> **THE PROBLEM**
Every line containing the word "text" is to be copied from the data below.

> **DATA TO EXAMINE**
═══
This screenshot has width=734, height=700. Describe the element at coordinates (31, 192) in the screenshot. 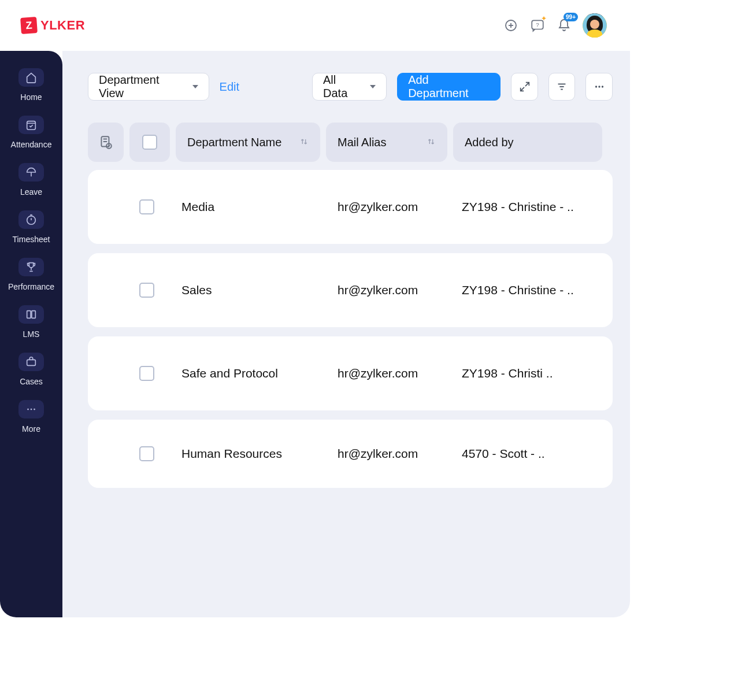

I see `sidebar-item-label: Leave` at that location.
═══
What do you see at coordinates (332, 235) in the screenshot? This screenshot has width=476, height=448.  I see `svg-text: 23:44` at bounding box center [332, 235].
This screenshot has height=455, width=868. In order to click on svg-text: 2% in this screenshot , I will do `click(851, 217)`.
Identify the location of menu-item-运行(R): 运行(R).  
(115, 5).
═══
> **EXERCISE ANSWER**
What do you see at coordinates (332, 235) in the screenshot? This screenshot has width=476, height=448.  I see `svg-text: 23:44` at bounding box center [332, 235].
This screenshot has height=455, width=868. In order to click on svg-text: 2% in this screenshot , I will do `click(851, 217)`.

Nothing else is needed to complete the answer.